East/West European Prosecution of Nazi War Crimes in the Soviet

Exploratory Workshop Scheme
Scientific Review Group for the Humanities
ESF Exploratory Workshop on
East/West European Prosecution of
Nazi War Crimes in the Soviet
Union: From a Local to a
Transnational Perspective
Berlin, Germany, 27-29 march 2014
Convened by:
Catherine Gousseff, Nathalie Moine, Tanja Penter
 Catherine Gousseff, CERCEC, CNRS-EHESS, Paris France)
 Nathalie Moine (CERCEC, CNRS-EHESS, Paris, France)
 Tanja Penter (Ruprecht-Karls-Universität Heidelberg, Germany)
Co-sponsored by
CERCEC-Tepsis, Centre Marc Bloch, Hamburger Institut für Sozialforschung, Ruprecht-Karls
Universität Heidelberg
The European Science Foundation (ESF) was established in 1974 to provide a
common platform for its Member Organisations to advance European research
collaboration and explore new directions for research. Currently it is an
independent organisation, owned by 67 Member Organisations, which are research funding
organisations, research performing organisations and academies from 29 countries.
ESF is in a period of transition; the ESF Member Organisations (MO’s) have indicated that
they would like to wind down certain ESF activities, such as EUROCORES, RNP’s, ECRP’s
and Forward Looks by the end of 2015, but ESF will continue to honour its existing
commitments until the projects are finalised.

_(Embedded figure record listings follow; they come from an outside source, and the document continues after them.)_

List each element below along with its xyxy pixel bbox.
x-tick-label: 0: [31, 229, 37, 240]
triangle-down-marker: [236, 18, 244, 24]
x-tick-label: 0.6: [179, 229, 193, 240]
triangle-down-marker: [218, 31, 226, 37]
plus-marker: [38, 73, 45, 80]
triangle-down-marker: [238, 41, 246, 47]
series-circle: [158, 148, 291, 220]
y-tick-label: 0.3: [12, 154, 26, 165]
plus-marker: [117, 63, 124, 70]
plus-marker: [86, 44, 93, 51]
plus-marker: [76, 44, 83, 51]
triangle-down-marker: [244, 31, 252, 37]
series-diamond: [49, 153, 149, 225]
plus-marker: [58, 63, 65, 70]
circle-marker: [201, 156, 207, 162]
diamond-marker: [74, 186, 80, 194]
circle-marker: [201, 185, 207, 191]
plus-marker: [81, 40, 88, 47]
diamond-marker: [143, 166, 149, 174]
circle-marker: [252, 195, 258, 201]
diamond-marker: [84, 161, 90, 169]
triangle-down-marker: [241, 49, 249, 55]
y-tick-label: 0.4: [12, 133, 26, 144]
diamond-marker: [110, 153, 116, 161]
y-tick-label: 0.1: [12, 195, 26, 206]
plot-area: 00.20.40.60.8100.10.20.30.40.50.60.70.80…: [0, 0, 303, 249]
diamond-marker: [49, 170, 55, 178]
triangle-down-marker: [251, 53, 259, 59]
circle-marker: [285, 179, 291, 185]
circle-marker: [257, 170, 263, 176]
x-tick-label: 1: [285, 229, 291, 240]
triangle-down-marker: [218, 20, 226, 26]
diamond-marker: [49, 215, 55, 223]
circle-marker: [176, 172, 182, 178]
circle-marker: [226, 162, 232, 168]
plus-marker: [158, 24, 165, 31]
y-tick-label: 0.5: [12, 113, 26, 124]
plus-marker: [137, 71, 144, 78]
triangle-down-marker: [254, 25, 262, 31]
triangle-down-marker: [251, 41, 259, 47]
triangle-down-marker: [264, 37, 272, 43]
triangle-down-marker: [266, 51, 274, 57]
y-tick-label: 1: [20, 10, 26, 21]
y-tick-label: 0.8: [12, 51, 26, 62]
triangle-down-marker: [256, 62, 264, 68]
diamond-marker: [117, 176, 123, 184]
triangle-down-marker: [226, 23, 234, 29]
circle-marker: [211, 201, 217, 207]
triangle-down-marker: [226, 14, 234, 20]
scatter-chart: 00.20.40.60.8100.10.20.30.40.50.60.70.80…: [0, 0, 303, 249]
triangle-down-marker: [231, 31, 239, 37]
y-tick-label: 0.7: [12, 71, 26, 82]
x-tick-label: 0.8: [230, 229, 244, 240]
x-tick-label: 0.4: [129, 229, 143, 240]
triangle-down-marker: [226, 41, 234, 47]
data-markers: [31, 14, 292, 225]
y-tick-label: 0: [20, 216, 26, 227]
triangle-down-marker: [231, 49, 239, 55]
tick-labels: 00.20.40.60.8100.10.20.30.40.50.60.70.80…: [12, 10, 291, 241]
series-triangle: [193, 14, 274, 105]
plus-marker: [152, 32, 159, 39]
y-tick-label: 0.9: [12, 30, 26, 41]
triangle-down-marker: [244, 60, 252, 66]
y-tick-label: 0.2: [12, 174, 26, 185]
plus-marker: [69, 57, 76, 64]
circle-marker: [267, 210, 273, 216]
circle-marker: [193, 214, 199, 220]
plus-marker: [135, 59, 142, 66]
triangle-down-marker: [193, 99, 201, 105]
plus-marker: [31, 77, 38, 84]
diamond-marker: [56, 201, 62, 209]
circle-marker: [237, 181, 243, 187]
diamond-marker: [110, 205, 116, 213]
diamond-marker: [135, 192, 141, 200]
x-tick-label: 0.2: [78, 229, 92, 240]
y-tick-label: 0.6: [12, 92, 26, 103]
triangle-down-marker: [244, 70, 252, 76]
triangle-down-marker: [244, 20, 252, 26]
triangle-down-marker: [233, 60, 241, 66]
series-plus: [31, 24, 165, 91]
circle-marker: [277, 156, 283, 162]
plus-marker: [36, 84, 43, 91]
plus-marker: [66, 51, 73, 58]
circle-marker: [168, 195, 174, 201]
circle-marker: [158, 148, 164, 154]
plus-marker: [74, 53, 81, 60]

In 2013 the only research instrument that will have a call for proposals is the Exploratory
Workshops. The focus of the Exploratory Workshops scheme is on workshops aiming to
explore an emerging and/or innovative field of research or research infrastructure, also of
interdisciplinary character. Workshops are expected to open up new directions in research or
new domains. It is expected that a workshop shall conclude with plans for follow-up research
activities and/or collaborative actions or other specific outputs at international level.
ESF is also currently exploring new areas where we could serve the science community.
Services we have identified that would leverage our expertise and experience and provide
added-value to the science community are: peer review, evaluation, research conferences and
career tracking.
Please check our website (www.esf.org) for regular updates regarding ESF and its future
developments.
European Science Foundation
1 quai Lezay Marnésia
BP 90015
67080 Strasbourg Cedex
France
Fax: +33 (0)3 88 37 05 32
http://www.esf.org
ESF Exploratory Workshops:
Jean-Claude Worms
Nathalie Geyer-Koehler
Head, Science Support Office
Administrative Coordinator
Tel:
+33 (0)3 88 76 71 48
Isabelle May
Administrative Coordinator
Tel:
+33 (0)3 88 76 71 46
Email: [email protected]
http://www.esf.org/workshops
ESF Exploratory Workshop:
East/West European Prosecution of Nazi War Crimes in the Soviet
Union : From a Local to a Transnational Perspective
Berlin, Germany, 27-29 March 2014
Convenor:
Catherine Gousseff
[email protected]
Centre d’études des mondes russe,
caucasien et centre-européen (CERCEC,
CNRS-EHESS), 44 rue de l’Amiral Mouchez
75014 Paris, France
Co-convenors:
Nathalie Moine
[email protected]
Centre d’études des mondes russe,
caucasien et centre-européen (CERCEC,
CNRS-EHESS), 44 rue de l’Amiral Mouchez
75014 Paris, France
Tanja Penter
[email protected]
Eastern European History
Center for European cultural and historical
studies, University of Heidelberg,
Grabenstrasse 3-5, 69117 Heidelberg,
Germany
Main Objectives of the Workshop:
The main objectives of the workshop are :
1) to set up a new international research network dedicated to the investigation and trials of war crimes
committed in occupied regions during World War II in a transnational approach ;
2) to expose the main up today achievements of international research on this topic;
3) to locate the main flaws in the current historiography and to shape preliminary directions of a future
collective research project both from a conceptual and archival perspectives.
Workshop Agenda
Contributors are required to send their working paper up to March 1, 2014.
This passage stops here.